--- Information Enclosed Below ---

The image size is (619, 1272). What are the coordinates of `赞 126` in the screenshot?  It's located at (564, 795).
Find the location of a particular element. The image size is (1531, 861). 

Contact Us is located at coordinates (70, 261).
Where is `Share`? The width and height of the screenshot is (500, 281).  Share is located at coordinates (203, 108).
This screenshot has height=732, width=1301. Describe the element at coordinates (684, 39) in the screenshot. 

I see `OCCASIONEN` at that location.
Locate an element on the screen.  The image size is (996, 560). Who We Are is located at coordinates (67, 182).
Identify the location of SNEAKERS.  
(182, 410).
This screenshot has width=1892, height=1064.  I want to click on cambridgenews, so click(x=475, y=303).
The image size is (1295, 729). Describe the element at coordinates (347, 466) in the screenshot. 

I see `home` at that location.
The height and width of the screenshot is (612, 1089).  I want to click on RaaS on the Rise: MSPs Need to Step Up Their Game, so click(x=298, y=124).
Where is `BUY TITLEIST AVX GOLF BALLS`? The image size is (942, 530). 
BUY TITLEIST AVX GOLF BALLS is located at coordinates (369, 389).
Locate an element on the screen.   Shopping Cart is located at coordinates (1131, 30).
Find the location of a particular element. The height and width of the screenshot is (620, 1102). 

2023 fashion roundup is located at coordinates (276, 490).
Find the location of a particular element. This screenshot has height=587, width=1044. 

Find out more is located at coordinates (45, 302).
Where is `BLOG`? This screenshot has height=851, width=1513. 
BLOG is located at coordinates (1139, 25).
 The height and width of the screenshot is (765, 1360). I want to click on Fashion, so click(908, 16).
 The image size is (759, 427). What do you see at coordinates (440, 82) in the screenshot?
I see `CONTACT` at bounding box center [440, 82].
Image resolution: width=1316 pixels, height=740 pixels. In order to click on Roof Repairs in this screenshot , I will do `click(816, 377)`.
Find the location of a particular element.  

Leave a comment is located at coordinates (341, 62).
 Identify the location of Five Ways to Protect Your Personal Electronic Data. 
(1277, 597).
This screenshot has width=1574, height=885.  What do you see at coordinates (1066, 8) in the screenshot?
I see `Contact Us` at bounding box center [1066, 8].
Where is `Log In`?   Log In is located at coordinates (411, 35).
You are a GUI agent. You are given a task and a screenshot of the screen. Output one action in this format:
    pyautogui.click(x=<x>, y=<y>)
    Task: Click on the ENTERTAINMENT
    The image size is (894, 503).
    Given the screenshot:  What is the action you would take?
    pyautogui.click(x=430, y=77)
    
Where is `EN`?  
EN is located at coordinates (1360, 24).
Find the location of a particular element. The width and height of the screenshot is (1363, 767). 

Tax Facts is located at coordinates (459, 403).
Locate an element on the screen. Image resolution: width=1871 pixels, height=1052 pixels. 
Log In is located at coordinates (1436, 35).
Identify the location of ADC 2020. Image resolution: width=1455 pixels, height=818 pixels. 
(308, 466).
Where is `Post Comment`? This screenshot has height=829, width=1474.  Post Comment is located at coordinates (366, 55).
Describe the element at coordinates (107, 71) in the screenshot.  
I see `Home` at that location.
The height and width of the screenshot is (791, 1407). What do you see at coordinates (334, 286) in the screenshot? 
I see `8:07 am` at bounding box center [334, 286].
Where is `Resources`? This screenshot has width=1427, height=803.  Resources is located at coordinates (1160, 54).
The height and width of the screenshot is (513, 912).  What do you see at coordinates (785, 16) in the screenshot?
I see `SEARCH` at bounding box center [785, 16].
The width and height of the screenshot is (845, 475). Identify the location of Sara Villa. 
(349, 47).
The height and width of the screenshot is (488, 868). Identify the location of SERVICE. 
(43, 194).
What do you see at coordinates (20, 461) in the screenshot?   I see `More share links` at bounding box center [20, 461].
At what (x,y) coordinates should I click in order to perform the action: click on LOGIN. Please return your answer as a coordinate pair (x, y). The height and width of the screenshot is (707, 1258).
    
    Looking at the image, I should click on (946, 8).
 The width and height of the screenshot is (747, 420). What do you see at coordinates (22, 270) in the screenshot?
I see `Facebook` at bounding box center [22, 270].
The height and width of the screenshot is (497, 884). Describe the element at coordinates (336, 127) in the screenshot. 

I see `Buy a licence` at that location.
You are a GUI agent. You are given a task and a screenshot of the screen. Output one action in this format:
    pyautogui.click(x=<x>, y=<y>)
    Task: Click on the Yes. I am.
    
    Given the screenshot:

--- End of Enclosed Information ---

Task item: All of the data above needs to be given again exactly.

Result of this exercise:
The image size is (619, 1272). What are the coordinates of `赞 126` in the screenshot?  It's located at (564, 795).
Find the location of a particular element. The image size is (1531, 861). 

Contact Us is located at coordinates (70, 261).
Where is `Share`? The width and height of the screenshot is (500, 281).  Share is located at coordinates (203, 108).
This screenshot has height=732, width=1301. Describe the element at coordinates (684, 39) in the screenshot. 

I see `OCCASIONEN` at that location.
Locate an element on the screen.  The image size is (996, 560). Who We Are is located at coordinates (67, 182).
Identify the location of SNEAKERS.  
(182, 410).
This screenshot has width=1892, height=1064.  I want to click on cambridgenews, so click(x=475, y=303).
The image size is (1295, 729). Describe the element at coordinates (347, 466) in the screenshot. 

I see `home` at that location.
The height and width of the screenshot is (612, 1089).  I want to click on RaaS on the Rise: MSPs Need to Step Up Their Game, so click(x=298, y=124).
Where is `BUY TITLEIST AVX GOLF BALLS`? The image size is (942, 530). 
BUY TITLEIST AVX GOLF BALLS is located at coordinates (369, 389).
Locate an element on the screen.   Shopping Cart is located at coordinates (1131, 30).
Find the location of a particular element. The height and width of the screenshot is (620, 1102). 

2023 fashion roundup is located at coordinates (276, 490).
Find the location of a particular element. This screenshot has height=587, width=1044. 

Find out more is located at coordinates (45, 302).
Where is `BLOG`? This screenshot has height=851, width=1513. 
BLOG is located at coordinates (1139, 25).
 The height and width of the screenshot is (765, 1360). I want to click on Fashion, so click(908, 16).
 The image size is (759, 427). What do you see at coordinates (440, 82) in the screenshot?
I see `CONTACT` at bounding box center [440, 82].
Image resolution: width=1316 pixels, height=740 pixels. In order to click on Roof Repairs in this screenshot , I will do `click(816, 377)`.
Find the location of a particular element.  

Leave a comment is located at coordinates (341, 62).
 Identify the location of Five Ways to Protect Your Personal Electronic Data. 
(1277, 597).
This screenshot has width=1574, height=885.  What do you see at coordinates (1066, 8) in the screenshot?
I see `Contact Us` at bounding box center [1066, 8].
Where is `Log In`?   Log In is located at coordinates (411, 35).
You are a GUI agent. You are given a task and a screenshot of the screen. Output one action in this format:
    pyautogui.click(x=<x>, y=<y>)
    Task: Click on the ENTERTAINMENT
    The image size is (894, 503).
    Given the screenshot:  What is the action you would take?
    pyautogui.click(x=430, y=77)
    
Where is `EN`?  
EN is located at coordinates (1360, 24).
Find the location of a particular element. The width and height of the screenshot is (1363, 767). 

Tax Facts is located at coordinates (459, 403).
Locate an element on the screen. Image resolution: width=1871 pixels, height=1052 pixels. 
Log In is located at coordinates (1436, 35).
Identify the location of ADC 2020. Image resolution: width=1455 pixels, height=818 pixels. 
(308, 466).
Where is `Post Comment`? This screenshot has height=829, width=1474.  Post Comment is located at coordinates (366, 55).
Describe the element at coordinates (107, 71) in the screenshot.  
I see `Home` at that location.
The height and width of the screenshot is (791, 1407). What do you see at coordinates (334, 286) in the screenshot? 
I see `8:07 am` at bounding box center [334, 286].
Where is `Resources`? This screenshot has width=1427, height=803.  Resources is located at coordinates (1160, 54).
The height and width of the screenshot is (513, 912).  What do you see at coordinates (785, 16) in the screenshot?
I see `SEARCH` at bounding box center [785, 16].
The width and height of the screenshot is (845, 475). Identify the location of Sara Villa. 
(349, 47).
The height and width of the screenshot is (488, 868). Identify the location of SERVICE. 
(43, 194).
What do you see at coordinates (20, 461) in the screenshot?   I see `More share links` at bounding box center [20, 461].
At what (x,y) coordinates should I click in order to perform the action: click on LOGIN. Please return your answer as a coordinate pair (x, y). The height and width of the screenshot is (707, 1258).
    
    Looking at the image, I should click on (946, 8).
 The width and height of the screenshot is (747, 420). What do you see at coordinates (22, 270) in the screenshot?
I see `Facebook` at bounding box center [22, 270].
The height and width of the screenshot is (497, 884). Describe the element at coordinates (336, 127) in the screenshot. 

I see `Buy a licence` at that location.
You are a GUI agent. You are given a task and a screenshot of the screen. Output one action in this format:
    pyautogui.click(x=<x>, y=<y>)
    Task: Click on the Yes. I am.
    
    Given the screenshot:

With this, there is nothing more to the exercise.